In practice, though, it was kind of annoying. The problem isn’t the catalogue or interface. In fact, there are a lot of things I prefer about Spotify over Apple Music. The real problem, however, was the decade of carefully built playlists. Rebuilding them manually in Apple Music would take hours. Having to add every song, one at a time, meant enough friction that, for a while, we just… didn’t do it.
Sure, there are services you can pay for to move your Spotify playlists to Apple Music, but I’m not sure how I feel about random third-party services that require you to sign into your Spotify and Apple accounts. Actually, I know exactly how I feel about them, and it’s just not something I’m going to do.
Then, almost accidentally, I found what might be the most genuinely useful thing I’ve done with ChatGPT on an iPhone yet.
Recently, the ChatGPT iOS app added app integrations, including the ability to interact directly with Apple Music. That alone sounded mildly interesting. I played around with it long enough to connect my Apple Music account and ask ChatGPT to make me a Christmas Playlist. What I really wanted, though, was the playlist I’ve been listening to for years – the one I made in Spotify.
Then I realised that ChatGPT could probably just recreate that playlist, but I didn’t want to have to type up the whole list. Instead, I opened Spotify, pulled up my Christmas playlist, and took a few screenshots. Then I opened ChatGPT and said, essentially: “Create this playlist in Apple Music.”

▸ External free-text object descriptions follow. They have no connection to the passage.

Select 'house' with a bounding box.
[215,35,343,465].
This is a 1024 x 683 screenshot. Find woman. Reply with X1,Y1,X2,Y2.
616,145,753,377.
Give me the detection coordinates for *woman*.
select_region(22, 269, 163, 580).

That was it. ChatGPT read the screenshot, identified every song, matched them in Apple Music, and built the playlist automatically. There was no manual searching or copy-pasting track names. And, most importantly, there were no sketchy third-party migration tools involved.

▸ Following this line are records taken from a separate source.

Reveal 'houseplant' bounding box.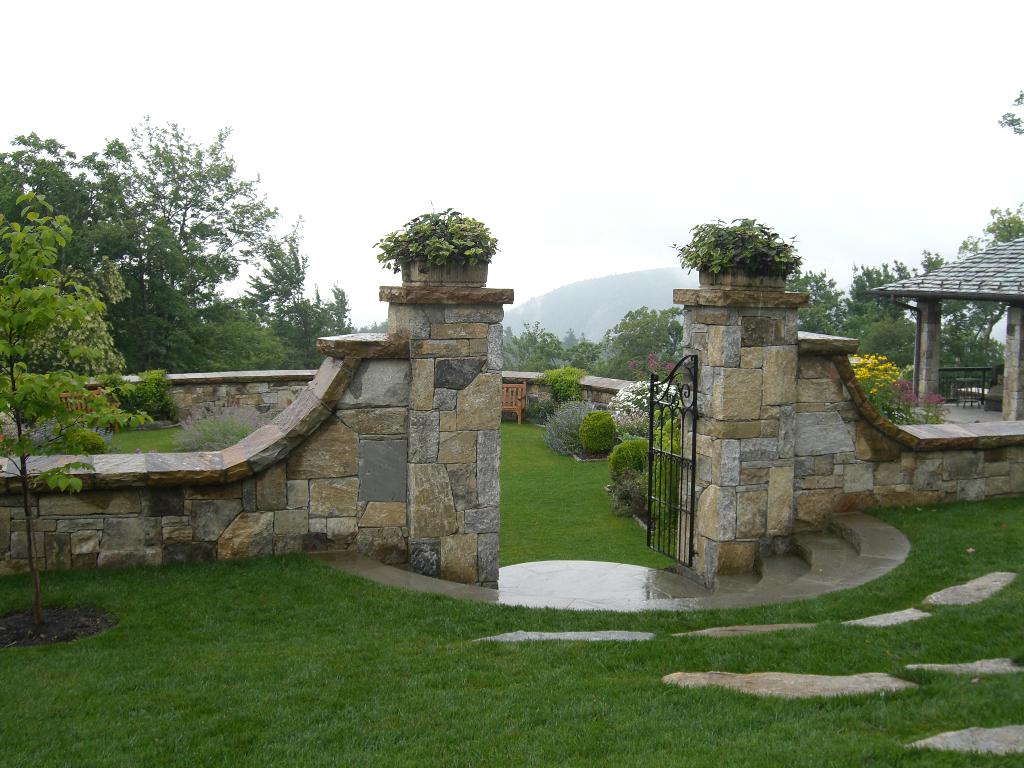
Revealed: box(850, 349, 903, 387).
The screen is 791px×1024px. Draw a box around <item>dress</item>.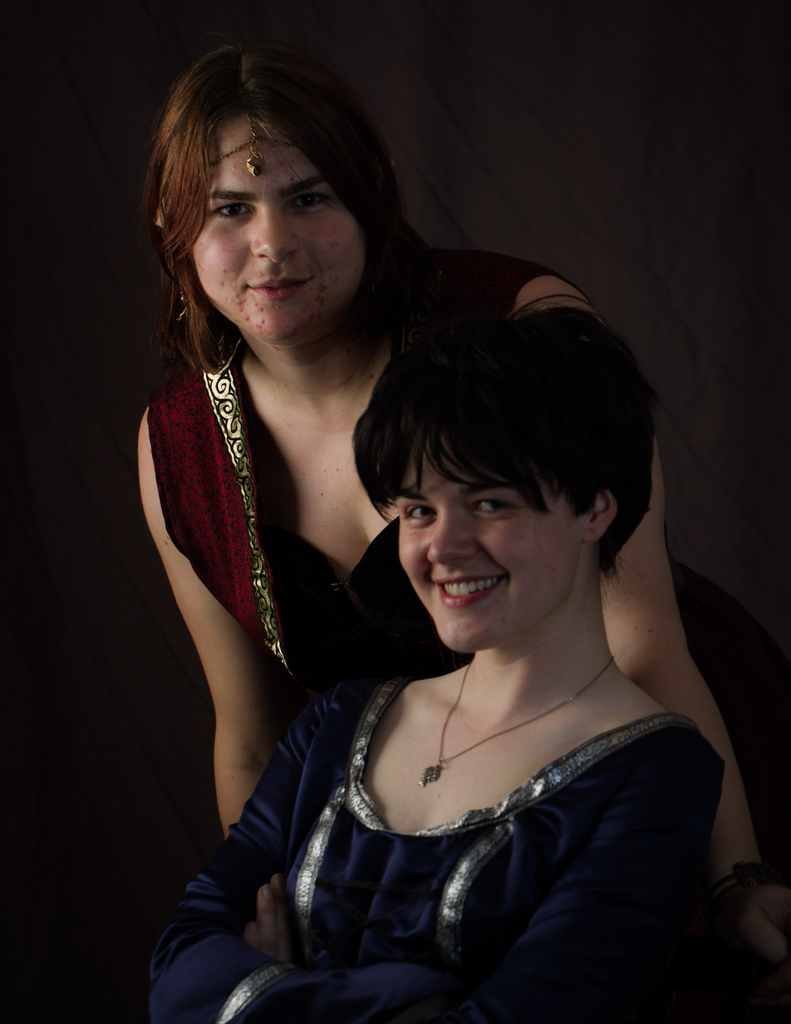
<bbox>141, 248, 568, 678</bbox>.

It worked perfectly (other than my typo for the playlist name). Every track was there, in order, ready to play, in about the same amount of time it would have taken me to add maybe two songs by hand.
What struck me wasn’t just that it worked. It was why it worked so well. This wasn’t ChatGPT generating content, or summarising text, or helping me brainstorm. It wasn’t impressive because it was coming up with something clever. It was impressive because it just did something tedious on my behalf – and did it perfectly. This is literally the promise of personal computing at its best: computers handling the boring, mechanical work so humans don’t have to.
In this case, I already had the information. The playlist already existed in Spotify. I didn’t need creativity or recommendations. I just needed something to take the information from one app and put it in another. I could have done it myself, but I am just too lazy to be bothered going through and recreating the playlist one song at a time. That, however, is exactly the kind of task computers excel at, and humans resent.
The other thing that made the experience stand out was how closely it resembles what Apple has been promising – and not yet delivering – with Apple Intelligence. At least, in concept.
Apple’s vision, at least as presented, is about deeply personal, context-aware intelligence that works across apps on your behalf. The demos emphasise convenience: pulling information from one place, acting in another, and reducing friction. It’s about your iPhone acting on information in ways that are truly helpful. This playlist migration is exactly that.
And yet, it didn’t come from Apple’s own AI features. It came from a third-party app that understands screenshots, has permission to interact with Apple Music, and – crucially –just does the job.
There was no setup flow or “skills” to configure. I didn’t have to give it some kind of special command or think like a developer. I acted like a normal person with a normal problem, and the software did its thing.
Most people don’t need AI to write a screenplay or generate a business plan on their phone. They need help moving a playlist or organising photos. They want to turn an email thread into a calendar event or handle the dozens of tiny digital tasks that accumulate friction over time.
What made this experience feel “brilliant” was that it “just worked.” That used to be Apple’s thing, but nothing about Apple Intelligence makes me think the company is thinking about Siri in this way.
I rebuilt an entire Christmas playlist in Apple Music in under a minute, using nothing but a screenshot and a sentence. Imagine if I were able to just open the Spotify app and ask Siri to do the same thing. There’s no reason it shouldn’t be able to do that. If AI is going to earn its place on our most personal device, this is the bar.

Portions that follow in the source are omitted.